Autor:innen:
Benjamin Schatz | ZF Friedrichshafen AG | Germany
Rudi Dienstbeck | Lauterbach GmbH | Germany
Sprache:
Englisch
Zielgruppe:
Developers in the automotive industry
Voraussetzungen:
Knowledge of embedded system design
Überblick und Zusammenfassungen:
ZF, headquartered in Friedrichshafen, Germany, is one of the most important suppliers to the automotive industry with 160,000 employees worldwide. The company designs vehicles of the future at all relevant levels: from sustainability, electromobility, automated and autonomous driving, software and digitalization to vehicle motion control. The product range also includes automotive control units (ECUs), which are supplied to all well-known car manufacturers.
When developing an embedded application such as an ECU, not only is error-free software essential, but understanding the runtime behaviour of the application is also crucial for optimizing resource usage and performance and ultimately for meeting all safety requirements. To this end, appropriate tools are used to measure execution times and check timing requirements. To do this, the user must record hardware events at a low level using traces and process the trace data into system events at an abstracted level, which is known as profiling. Together with Lauterbach, ZF's longtime partner for debug and trace tools, timing analyses for automotive ECUs could be shifted from real hardware to virtual targets.
The project objective was to be able to run the tests completely automatically on a server, 24 hours a day, 365 days a year. On the one hand, a real target is no longer required, and on the other hand, automated nightly tests can be carried out on the CI server with equally automated requirement analysis. This means that every software change is automatically and immediately checked for timing behavior.
The current trend in the automotive industry is clearly towards the consolidation of several applications on one ECU. This makes it all the more important to constantly check during the development process whether the ECU is still able to cope with the load or whether the time specifications can no longer be met. In the past, in the age of "simple" single-core CPUs with in-order instruction execution, there were mathematical methods with which the runtime of individual functions could be easily calculated. Today, in the age of multi-core SoCs, multi-level cache architectures and out-of-order instruction execution, this no longer works. The only thing that really helps here is concrete measurement. This successful project at ZF should therefore set a precedent in a similar form throughout the automotive industry.
In this joint presentation by ZF and Lauterbach, the project will be described in detail, including all the challenges and ways to overcome them, as well as the concrete benefits that resulted for ZF in the end.
Art der Vermittlung:
Presentation of a concrete project example
Nutzen:
The detailed presentation of the specific project process, including all challenges and their solutions, enables other automotive developers to benefit from this experience and avoid pitfalls. This will save them time, money and setbacks in their projects.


**Work task:** Quote each line exactly, from the line that contains "Given this 1024" down to the last line of the listing, and no other lines.

Data extract START

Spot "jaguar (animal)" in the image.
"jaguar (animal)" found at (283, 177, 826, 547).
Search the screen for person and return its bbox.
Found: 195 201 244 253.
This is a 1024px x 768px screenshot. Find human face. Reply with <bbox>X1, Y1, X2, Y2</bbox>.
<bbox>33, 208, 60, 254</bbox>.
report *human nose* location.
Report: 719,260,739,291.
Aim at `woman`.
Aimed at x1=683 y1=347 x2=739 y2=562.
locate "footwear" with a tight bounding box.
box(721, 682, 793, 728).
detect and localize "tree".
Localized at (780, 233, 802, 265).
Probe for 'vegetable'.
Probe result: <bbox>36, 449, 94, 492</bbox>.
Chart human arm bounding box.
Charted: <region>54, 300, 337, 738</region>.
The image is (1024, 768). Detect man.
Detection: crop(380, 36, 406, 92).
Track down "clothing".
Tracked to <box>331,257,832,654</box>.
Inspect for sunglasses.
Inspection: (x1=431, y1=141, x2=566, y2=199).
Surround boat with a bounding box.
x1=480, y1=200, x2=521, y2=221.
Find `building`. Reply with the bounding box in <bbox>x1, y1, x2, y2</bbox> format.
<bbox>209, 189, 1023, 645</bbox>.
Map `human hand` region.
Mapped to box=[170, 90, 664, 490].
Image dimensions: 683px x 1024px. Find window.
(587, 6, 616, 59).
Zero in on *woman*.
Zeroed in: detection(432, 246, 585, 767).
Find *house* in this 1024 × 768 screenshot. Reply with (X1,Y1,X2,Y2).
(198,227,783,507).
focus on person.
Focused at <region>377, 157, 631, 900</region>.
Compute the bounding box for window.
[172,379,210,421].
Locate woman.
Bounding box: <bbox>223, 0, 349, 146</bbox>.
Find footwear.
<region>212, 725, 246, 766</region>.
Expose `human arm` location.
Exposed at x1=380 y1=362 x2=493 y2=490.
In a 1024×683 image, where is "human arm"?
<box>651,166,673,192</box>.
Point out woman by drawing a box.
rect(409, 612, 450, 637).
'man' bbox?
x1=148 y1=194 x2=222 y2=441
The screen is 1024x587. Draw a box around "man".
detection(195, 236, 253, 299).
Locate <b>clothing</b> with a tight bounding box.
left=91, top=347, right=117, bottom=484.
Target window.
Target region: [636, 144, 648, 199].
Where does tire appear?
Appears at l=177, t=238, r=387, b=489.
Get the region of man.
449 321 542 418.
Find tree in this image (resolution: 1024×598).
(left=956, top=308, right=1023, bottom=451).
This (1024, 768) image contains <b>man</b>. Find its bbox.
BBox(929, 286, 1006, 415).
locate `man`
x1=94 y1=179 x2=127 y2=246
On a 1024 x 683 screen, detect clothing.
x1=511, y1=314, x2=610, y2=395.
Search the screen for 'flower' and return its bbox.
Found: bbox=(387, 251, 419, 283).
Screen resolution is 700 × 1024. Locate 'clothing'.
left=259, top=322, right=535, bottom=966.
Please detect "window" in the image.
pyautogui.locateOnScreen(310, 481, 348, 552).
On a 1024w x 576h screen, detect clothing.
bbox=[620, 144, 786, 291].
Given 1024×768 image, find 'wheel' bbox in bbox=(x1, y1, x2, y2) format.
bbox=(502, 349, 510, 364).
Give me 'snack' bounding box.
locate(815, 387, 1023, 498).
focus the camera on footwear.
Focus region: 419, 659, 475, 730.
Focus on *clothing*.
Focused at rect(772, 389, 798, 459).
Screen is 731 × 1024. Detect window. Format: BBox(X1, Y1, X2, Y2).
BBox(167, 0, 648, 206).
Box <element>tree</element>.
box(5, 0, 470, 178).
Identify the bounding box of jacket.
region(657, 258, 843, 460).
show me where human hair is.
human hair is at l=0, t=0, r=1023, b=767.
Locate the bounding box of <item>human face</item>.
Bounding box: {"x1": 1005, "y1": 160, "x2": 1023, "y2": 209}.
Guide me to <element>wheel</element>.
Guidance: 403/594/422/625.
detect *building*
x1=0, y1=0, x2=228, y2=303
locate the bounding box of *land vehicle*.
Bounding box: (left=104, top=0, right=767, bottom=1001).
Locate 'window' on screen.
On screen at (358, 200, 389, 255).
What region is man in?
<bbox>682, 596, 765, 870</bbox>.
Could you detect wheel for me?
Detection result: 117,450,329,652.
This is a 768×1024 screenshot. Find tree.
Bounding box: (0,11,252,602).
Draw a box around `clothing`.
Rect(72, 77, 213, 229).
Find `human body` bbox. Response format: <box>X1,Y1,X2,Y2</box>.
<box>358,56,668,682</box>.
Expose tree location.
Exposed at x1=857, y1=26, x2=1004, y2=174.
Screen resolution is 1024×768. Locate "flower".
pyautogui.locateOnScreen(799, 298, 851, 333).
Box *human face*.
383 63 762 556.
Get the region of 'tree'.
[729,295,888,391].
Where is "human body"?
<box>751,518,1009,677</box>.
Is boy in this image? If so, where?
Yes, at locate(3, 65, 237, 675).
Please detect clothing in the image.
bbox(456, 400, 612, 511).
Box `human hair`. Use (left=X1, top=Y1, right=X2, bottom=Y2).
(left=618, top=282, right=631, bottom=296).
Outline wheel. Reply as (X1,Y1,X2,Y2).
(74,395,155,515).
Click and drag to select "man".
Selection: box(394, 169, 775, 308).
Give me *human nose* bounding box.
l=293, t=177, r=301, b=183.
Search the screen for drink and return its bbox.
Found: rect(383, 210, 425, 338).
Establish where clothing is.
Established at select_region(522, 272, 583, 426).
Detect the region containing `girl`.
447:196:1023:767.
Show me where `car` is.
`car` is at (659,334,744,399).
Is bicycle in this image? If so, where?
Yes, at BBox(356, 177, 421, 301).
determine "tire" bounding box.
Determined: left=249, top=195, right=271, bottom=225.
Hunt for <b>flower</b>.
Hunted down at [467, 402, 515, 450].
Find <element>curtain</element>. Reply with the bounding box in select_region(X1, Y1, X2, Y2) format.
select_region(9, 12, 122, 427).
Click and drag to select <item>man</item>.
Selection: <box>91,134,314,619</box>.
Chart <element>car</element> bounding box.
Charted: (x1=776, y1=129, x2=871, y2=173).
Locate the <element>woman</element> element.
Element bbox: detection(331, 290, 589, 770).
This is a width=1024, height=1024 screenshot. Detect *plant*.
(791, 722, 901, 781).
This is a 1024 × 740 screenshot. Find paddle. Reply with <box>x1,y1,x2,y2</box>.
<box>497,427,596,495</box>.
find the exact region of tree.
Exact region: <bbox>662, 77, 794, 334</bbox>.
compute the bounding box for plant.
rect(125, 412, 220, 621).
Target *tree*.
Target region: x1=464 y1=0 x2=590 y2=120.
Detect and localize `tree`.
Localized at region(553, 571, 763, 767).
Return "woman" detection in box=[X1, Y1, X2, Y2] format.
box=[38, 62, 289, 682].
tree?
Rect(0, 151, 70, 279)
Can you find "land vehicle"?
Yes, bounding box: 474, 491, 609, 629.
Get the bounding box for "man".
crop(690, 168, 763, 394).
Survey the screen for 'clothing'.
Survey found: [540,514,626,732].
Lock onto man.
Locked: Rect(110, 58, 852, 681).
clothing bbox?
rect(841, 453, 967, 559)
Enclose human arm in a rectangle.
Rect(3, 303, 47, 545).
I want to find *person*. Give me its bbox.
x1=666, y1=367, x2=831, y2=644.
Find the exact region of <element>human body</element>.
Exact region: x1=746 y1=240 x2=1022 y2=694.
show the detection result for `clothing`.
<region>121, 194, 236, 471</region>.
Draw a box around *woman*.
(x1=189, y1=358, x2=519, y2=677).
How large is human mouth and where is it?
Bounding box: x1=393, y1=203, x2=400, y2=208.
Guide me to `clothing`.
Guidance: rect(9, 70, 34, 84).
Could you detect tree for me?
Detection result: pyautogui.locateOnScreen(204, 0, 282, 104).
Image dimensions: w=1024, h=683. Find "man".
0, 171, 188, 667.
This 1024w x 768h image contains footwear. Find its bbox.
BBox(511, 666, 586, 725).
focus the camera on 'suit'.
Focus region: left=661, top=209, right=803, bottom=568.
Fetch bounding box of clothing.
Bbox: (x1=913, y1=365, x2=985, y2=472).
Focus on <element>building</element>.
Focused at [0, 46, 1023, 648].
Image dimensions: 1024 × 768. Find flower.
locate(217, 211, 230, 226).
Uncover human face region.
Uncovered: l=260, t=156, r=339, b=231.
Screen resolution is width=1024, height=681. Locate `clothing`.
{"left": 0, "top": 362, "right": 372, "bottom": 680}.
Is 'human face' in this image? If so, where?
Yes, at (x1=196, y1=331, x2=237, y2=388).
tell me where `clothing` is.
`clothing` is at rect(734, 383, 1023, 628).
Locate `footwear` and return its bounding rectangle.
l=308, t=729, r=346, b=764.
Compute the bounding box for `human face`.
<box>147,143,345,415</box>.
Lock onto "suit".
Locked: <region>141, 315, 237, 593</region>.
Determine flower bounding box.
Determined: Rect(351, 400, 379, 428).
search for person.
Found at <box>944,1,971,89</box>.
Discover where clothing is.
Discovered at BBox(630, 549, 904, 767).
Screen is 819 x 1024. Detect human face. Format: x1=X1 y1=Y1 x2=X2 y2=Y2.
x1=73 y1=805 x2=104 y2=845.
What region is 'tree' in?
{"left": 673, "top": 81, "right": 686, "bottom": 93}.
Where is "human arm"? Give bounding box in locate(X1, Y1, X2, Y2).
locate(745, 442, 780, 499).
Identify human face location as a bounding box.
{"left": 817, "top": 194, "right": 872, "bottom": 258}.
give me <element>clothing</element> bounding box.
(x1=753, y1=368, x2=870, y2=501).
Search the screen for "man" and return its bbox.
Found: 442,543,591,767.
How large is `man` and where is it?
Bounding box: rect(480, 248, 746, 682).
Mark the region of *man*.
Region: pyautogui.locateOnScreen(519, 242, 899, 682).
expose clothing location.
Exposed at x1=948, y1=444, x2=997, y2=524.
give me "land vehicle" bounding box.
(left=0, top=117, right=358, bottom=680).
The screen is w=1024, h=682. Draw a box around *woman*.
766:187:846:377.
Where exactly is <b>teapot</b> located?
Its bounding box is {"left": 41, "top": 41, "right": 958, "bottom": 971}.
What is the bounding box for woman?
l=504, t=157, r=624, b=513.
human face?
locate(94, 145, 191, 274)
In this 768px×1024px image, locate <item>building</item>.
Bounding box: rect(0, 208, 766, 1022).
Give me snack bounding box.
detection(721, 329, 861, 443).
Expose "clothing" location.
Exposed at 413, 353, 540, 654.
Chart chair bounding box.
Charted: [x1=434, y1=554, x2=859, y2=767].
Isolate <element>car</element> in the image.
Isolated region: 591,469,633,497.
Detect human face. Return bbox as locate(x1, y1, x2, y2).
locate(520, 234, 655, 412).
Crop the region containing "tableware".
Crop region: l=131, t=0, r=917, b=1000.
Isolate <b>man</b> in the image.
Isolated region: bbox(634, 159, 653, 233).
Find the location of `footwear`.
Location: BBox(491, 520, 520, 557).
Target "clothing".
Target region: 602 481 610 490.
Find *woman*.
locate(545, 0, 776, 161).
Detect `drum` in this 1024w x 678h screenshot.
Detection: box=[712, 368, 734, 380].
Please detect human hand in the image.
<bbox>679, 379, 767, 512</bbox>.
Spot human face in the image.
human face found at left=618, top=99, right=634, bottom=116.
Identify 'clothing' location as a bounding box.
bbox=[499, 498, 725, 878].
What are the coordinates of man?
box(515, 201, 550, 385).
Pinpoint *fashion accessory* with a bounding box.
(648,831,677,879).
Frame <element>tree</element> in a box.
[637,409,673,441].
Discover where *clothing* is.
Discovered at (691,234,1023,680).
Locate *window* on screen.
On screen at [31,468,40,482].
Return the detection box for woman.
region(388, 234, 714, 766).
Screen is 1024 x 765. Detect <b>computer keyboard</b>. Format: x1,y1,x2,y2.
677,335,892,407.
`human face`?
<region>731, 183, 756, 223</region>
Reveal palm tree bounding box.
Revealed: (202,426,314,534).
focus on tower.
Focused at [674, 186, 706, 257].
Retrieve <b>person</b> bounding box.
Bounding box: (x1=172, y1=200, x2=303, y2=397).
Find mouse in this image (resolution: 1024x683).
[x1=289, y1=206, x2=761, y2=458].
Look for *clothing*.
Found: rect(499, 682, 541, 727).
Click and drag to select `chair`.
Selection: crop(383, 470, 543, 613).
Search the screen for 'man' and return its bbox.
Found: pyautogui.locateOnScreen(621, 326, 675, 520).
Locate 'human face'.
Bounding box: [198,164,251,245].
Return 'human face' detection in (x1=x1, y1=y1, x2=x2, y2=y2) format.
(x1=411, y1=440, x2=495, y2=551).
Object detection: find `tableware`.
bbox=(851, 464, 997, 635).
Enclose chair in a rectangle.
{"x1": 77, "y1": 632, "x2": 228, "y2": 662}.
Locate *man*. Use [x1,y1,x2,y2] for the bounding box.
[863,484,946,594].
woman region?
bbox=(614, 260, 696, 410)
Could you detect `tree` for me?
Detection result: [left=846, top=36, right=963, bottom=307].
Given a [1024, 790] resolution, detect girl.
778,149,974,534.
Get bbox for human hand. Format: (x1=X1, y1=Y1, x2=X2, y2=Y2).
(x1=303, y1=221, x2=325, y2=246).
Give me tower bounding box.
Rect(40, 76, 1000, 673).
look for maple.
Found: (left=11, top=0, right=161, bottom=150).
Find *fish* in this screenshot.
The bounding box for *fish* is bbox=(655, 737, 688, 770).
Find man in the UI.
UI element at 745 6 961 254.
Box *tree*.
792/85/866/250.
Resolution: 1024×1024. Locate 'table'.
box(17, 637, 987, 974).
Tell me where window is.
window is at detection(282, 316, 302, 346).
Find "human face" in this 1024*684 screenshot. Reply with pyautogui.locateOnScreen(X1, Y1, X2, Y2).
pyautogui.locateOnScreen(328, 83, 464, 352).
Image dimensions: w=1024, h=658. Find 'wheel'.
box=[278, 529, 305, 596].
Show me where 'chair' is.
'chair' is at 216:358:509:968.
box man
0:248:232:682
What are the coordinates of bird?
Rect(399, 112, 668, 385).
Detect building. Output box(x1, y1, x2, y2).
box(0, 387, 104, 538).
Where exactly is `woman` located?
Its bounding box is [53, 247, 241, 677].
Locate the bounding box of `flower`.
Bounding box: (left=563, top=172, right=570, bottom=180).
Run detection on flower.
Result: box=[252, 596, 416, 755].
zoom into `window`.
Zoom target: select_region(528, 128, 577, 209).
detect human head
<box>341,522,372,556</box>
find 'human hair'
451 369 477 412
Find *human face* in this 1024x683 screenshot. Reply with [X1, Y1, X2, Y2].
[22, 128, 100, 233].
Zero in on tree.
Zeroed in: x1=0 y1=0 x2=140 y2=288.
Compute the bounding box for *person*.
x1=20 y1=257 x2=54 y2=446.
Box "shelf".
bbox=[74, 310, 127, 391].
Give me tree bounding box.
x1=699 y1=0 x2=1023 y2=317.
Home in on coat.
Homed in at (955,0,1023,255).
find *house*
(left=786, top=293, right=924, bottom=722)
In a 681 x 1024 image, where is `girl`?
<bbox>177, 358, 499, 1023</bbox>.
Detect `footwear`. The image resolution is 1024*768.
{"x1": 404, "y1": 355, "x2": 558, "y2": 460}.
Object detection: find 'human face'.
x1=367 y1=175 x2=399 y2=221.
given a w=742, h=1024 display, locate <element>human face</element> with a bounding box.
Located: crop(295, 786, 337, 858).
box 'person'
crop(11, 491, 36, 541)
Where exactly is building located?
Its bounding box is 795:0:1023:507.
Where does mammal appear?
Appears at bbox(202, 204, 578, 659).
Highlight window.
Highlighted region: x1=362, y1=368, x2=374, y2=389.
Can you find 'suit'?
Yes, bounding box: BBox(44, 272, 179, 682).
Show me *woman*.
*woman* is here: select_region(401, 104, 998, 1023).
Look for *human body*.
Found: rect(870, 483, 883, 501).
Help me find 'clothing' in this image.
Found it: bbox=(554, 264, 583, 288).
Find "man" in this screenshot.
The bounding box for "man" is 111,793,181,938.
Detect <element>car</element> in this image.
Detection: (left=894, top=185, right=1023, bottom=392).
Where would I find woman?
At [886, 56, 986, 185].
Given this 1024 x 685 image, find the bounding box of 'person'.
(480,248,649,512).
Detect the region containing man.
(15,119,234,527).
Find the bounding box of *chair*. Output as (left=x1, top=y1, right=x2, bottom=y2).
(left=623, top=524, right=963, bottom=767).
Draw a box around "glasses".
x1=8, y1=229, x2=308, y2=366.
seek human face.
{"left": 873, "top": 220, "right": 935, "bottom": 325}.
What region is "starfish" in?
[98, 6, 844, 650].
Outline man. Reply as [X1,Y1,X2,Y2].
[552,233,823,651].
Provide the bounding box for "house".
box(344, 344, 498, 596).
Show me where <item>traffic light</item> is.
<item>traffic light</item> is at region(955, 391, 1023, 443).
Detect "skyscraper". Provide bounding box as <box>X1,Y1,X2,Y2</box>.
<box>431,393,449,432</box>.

Data extract END

**Exercise answer:**
Given this 1024 x 685 image, find the bounding box of 'person'.
(480,248,649,512).
Detect the region containing man.
(15,119,234,527).
Find the bounding box of *chair*. Output as (left=x1, top=y1, right=x2, bottom=y2).
(left=623, top=524, right=963, bottom=767).
Draw a box around "glasses".
x1=8, y1=229, x2=308, y2=366.
seek human face.
{"left": 873, "top": 220, "right": 935, "bottom": 325}.
What region is "starfish" in?
[98, 6, 844, 650].
Outline man. Reply as [X1,Y1,X2,Y2].
[552,233,823,651].
Provide the bounding box for "house".
box(344, 344, 498, 596).
Show me where <item>traffic light</item> is.
<item>traffic light</item> is at region(955, 391, 1023, 443).
Detect "skyscraper". Provide bounding box as <box>X1,Y1,X2,Y2</box>.
<box>431,393,449,432</box>.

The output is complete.